Im/perfect Slumbers
“Im/perfect Slumbers”
Exhibition and art residency at the Minnesota Museum of American Art, St Paul, 2022-23
Guest curated by Katya Oicherman in collaboration with Curator of Exhibitions Laura Joseph
How did you sleep last night?
Sleep and its material cultures, textiles, furniture, everyday practices, domestic and industrial labor, habits and behaviors we develop in bed are all very diverse, yet the very necessity of sleep is shared by all human beings. Familiar and accessible everyday objects and practices of sleep and being in bed serve as a “discursive field,” a conversation opener to address the multitude of complex social, political, and psychological phenomena.
In a series of window installations and events at the Minnesota Museum of American Art (the M), this project addresses sleep, in all of its physiological, psychological, social, and political complexity. Human cultures and behaviors of sleep differ, yet the very necessity of sleep is shared by all people. Everyday objects and practices of sleep and being in bed are a window into this shared necessity.
The project features diverse voices of local artists, poets, and cultural activists reflecting on sleep in the contexts of personal memory and recent experiences of the pandemic, ecological crisis, and political upheaval. Through the soft aesthetics of textiles and associative imagery of dreams, Rachel Breen, Sayge Carroll, Amoke Kubat, Shanai Matteson, Katya Oicherman, Molly Parker Stuart, Anat Spiegel, Rotem Tamir, Yuko Taniguchi, Gwen Westerman, and Peng Wu reflect on health, gender, home, labor, and race, enlivening the significance and beauty of sleep while envisioning alternatives to the frenzied rallies of modern productivity.
All the artworks in the series are special commissions. Some are based on the history of the M’s Pioneer building as the home of the first local newspaper, the Minnesota Pioneer, bringing to life the imperfect slumbers of Minnesotans from one hundred and seventy years ago.

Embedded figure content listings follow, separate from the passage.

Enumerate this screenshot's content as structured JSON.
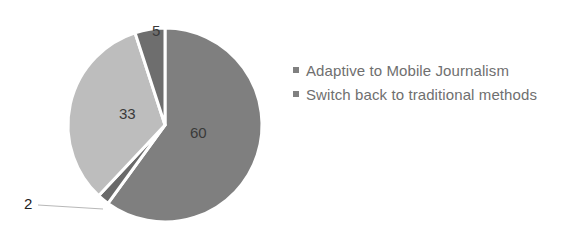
{
  "chart_data": {
    "type": "pie",
    "title": "",
    "categories": [
      "Adaptive to Mobile Journalism (a)",
      "Adaptive to Mobile Journalism (b)",
      "Switch back to traditional methods",
      "Adaptive to Mobile Journalism (c)"
    ],
    "values": [
      60,
      2,
      33,
      5
    ],
    "slice_labels": [
      "60",
      "2",
      "33",
      "5"
    ],
    "slice_colors": [
      "#7f7f7f",
      "#6a6a6a",
      "#bdbdbd",
      "#6e6e6e"
    ],
    "start_angle_deg": 0,
    "direction": "clockwise",
    "legend": {
      "position": "right",
      "entries": [
        {
          "label": "Adaptive to Mobile Journalism",
          "color": "#808080"
        },
        {
          "label": "Switch back to traditional methods",
          "color": "#808080"
        }
      ]
    }
  },
  "legend": {
    "items": [
      {
        "label": "Adaptive to Mobile Journalism"
      },
      {
        "label": "Switch back to traditional methods"
      }
    ]
  },
  "labels": {
    "s60": "60",
    "s2": "2",
    "s33": "33",
    "s5": "5"
  }
}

Thanks to Peng Wu, who designed the decorative artwork seen through the exhibition.
“...to be cut short of his imperfect slumbers by dread…”

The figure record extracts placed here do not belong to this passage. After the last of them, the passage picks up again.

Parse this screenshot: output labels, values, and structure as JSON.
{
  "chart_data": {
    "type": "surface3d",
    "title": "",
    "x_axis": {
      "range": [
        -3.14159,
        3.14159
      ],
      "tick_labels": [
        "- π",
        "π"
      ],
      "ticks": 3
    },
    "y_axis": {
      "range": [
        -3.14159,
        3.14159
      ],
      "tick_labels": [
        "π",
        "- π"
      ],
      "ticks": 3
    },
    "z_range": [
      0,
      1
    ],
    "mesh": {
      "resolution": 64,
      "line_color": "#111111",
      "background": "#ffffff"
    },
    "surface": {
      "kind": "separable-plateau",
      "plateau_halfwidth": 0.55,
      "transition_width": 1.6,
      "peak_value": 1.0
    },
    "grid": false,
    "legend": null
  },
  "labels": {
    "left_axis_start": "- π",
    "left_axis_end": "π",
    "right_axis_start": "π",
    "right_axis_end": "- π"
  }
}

It is a fragment of a short article that appeared in the Minnesota Pioneer newspaper from June 28th 1849. The newspaper, housed in the very same building that now houses the M, had just begun its operation that year and is credited to be the first newspaper published in the New Minnesota Territory. Its first editor, James Madison Goodhue, was probably the author of the article in question, a response to a letter from a certain Titus A. Peep. Mr Peep describes the worries of his elderly neighbor, one Mrs Smelletts, who cannot sleep at night because there is a man outside who is making strange noises and is evidently sleeping rough. The editor investigates and replies to his correspondent with a minute description of Mrs Smelletts lodgings, very satisfactory to his view, and a eulogy to homeless sleep of a person who recently arrived to the city-under-construction and could not find a place to lodge. Rather than reassuring Mrs Smelletts that no harm will come to her, her family and their possessions, the editor urges her to empathize with the homeless man, appealing to her better nature and understanding what this means to be a newcomer in a new place.

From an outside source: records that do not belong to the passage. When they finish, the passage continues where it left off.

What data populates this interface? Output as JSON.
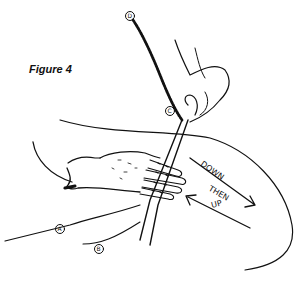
{
  "figure": {
    "caption": "Figure 4",
    "labels": {
      "a": "A",
      "b": "B",
      "c": "C",
      "d": "D"
    },
    "annotation": {
      "line1": "DOWN",
      "line2": "THEN",
      "line3": "UP"
    },
    "colors": {
      "ink": "#111111",
      "background": "#ffffff"
    }
  }
}
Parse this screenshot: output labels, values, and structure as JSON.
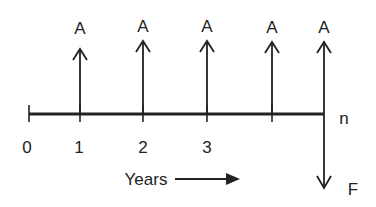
{
  "diagram": {
    "type": "cash-flow-diagram",
    "colors": {
      "line": "#222222",
      "background": "#ffffff"
    },
    "timeline": {
      "tick_labels": [
        "0",
        "1",
        "2",
        "3"
      ],
      "end_label": "n",
      "axis_label": "Years"
    },
    "payments": {
      "label": "A",
      "count": 5,
      "labels": [
        "A",
        "A",
        "A",
        "A",
        "A"
      ],
      "direction": "up"
    },
    "future_value": {
      "label": "F",
      "direction": "down"
    }
  }
}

The letter and the response are most probably a jocking sham, as the name of Titus A. Peep suggests, being a New England colloquial for a drunken person. Still, while openly comical in both language and content, is a condensed document of Minnesota sleep in the 1850s, testifying to material and mental conditions of sleeping inside and outside, when the very idea of having a bed and a roof are not taken for granted. The prejudices and fears of the white settlers are creeping in as half-expressed presumptions about the Native peoples who are compared to the menacing mosquitoes and the mildly disdainful and overly patronizing view of women and their “obviously” exaggerated concerns. Beds and nightmares, real histories and imagined phantasms, low and high rhetoric correspond in those dense lines, forming a microcosm we can observe with a feeling of embarrassed astonishment, a strange deja vu, too familiar to be dismissed and too fantastic to be absorbed. The right-angle streets and avenues of the elegant downtown of St Paul around the M’s building are mostly frequented by homeless people, the majority of whom are people of color and mentally ill. One hundred and seventy years later ours are still imperfect slumbers. Given the current state of the world with raging wars, global political instability, growing inequality and looming ecological disaster, peaceful sleep seems to further recede into the horizon of desire.